I just can’t watch one more of these fantasies. I do watch forensic files. When the girl fights back they find out by the DNA under her fingernails during the autopsy.
I hate corporate virtue-signaling.
___
Hey Ralphie (“Christmas Story”?), Forensic Files is my favorite show. My wife has taped 26 shows for me. It’s just about the only thing I watch on TV these days, except for an occasional episode of Pawn Stars and Handcrafted America.
Peter Dinklage would not approve.
Boston is around 25% black. To the extent it’s segregated today, I’d say, like a lot of expensive cities, economic factors are the dominant reason.
So do I, and while I do get the comment above about target audiences, I also think it’s really dumb business practice. I mean I buy detergent too.
Agreed. My theory (echoed above) is that the marketers have decided that most of us who it annoys don’t care enough to not buy the product, while a significant number of people do care if your ad is, say, multiracial and won’t buy the product if it isn’t. I think that came out right.

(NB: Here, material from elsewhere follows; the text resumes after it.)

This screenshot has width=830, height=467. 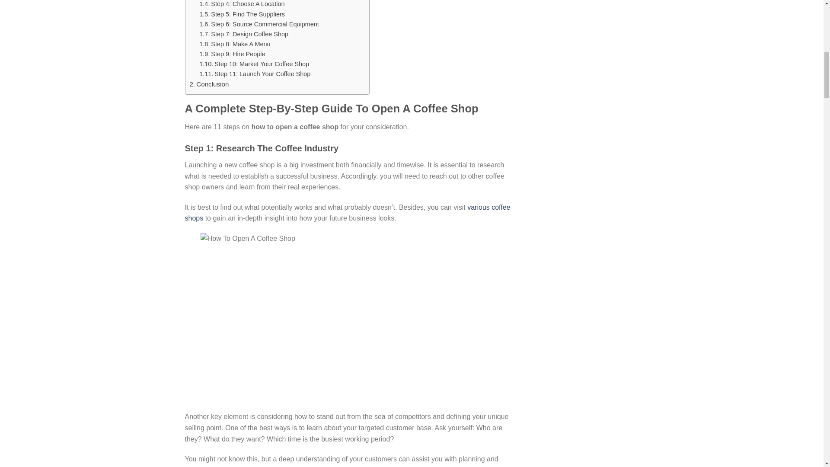 I want to click on Step 6: Source Commercial Equipment, so click(x=264, y=24).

I didn’t notice anything interesting about the title…
But, yeah, of course we’re being lectured to. I’ve known that since every TV show I saw as a kid had to have an episode about how racism is bad. Not that I disagree with the sentiment, but it’s always annoyed me that these low-brow sitcoms had the nerve to take on something like that. This is an issue people have died over – and you’re going to capitalize on it with your cheap virtue-signalling? Aren’t you special?
These commercials are the same way. Apparently, the dreaded Millennial generation wants to know their favorite corporations are “woke.” Saying pretty things about equality is enough to establish “wokeness,” it would seem.

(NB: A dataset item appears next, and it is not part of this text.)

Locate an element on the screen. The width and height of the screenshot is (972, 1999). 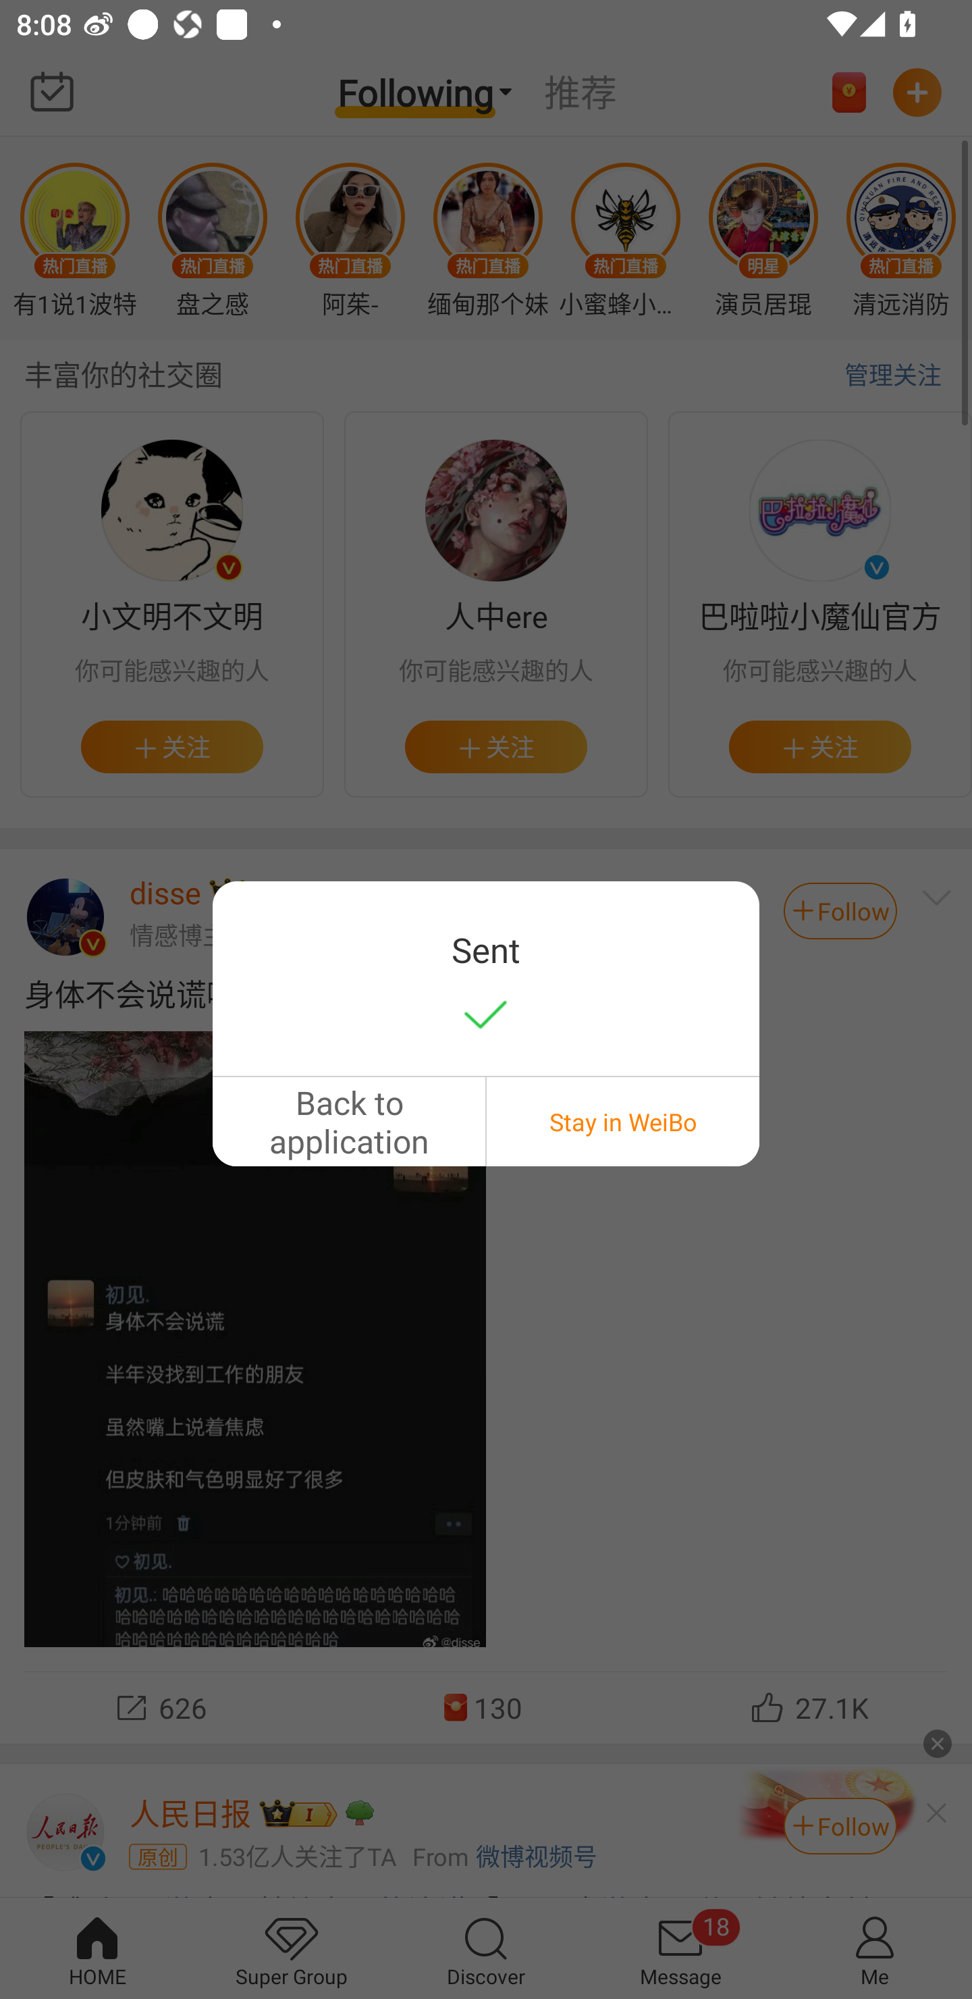
Stay in WeiBo is located at coordinates (622, 1121).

That’s because he changed it. It originally read “This One Goes Out to Henry.”
I didn’t watch the game, but I have seen that commercial. My reaction was, ‘If I were a T Mobile customer, I would switch to AT&T ASAP just because of that sermonizing ad.’
I agree. The worst racists I have ever known were in Boston and Chicago for white racists, Washington, D.C. for black racists, and California for Hispanic racists.
I grew up in Virginia and certainly saw some racism, but it was mild and less vicious than Boston without a doubt. That is, I knew people who would casually talk about “niggers” but I never saw them hate blacks or treat them with malice. It was more of a “separate but equal” mentality. But the people I know from Boston were vicious about their hatred of blacks.
So, I think you’re on to something.
I feel exactly the same way. Y’know, there’s nothing wrong with it if you want to marry someone of your own race.
And kids? There’s now no such thing in TV commercial-land as a cute white kid.
Gay couples? Very cool! And as a bonus: they can’t reproduce.
It’s pop-cultural genocide.
After one Tide ad , I actually commented ‘Look at that, a completely white family, I thought that had been made illegal’
That commercial could have been filmed in the back seat of any police car I ever drove.
Wow, I did screw up—it’s white people who are (almost) 60%, right? I’m sorry!
But yes, absolutely to the explanation for the segregation: that’s one of the many points I wish people would grasp. “Racism” ought not to be the default explanation for any phenomenon that appears to affect white and black and brown people differently because it obscures far more than it reveals (including when it comes to solutions).
For instance, the whole time #BLM was protesting “racism” and demanding an end to “racism” in Baltimore, there were seriously corrupt police officers committing crimes, but they were corrupt in ways that had nothing to do with race.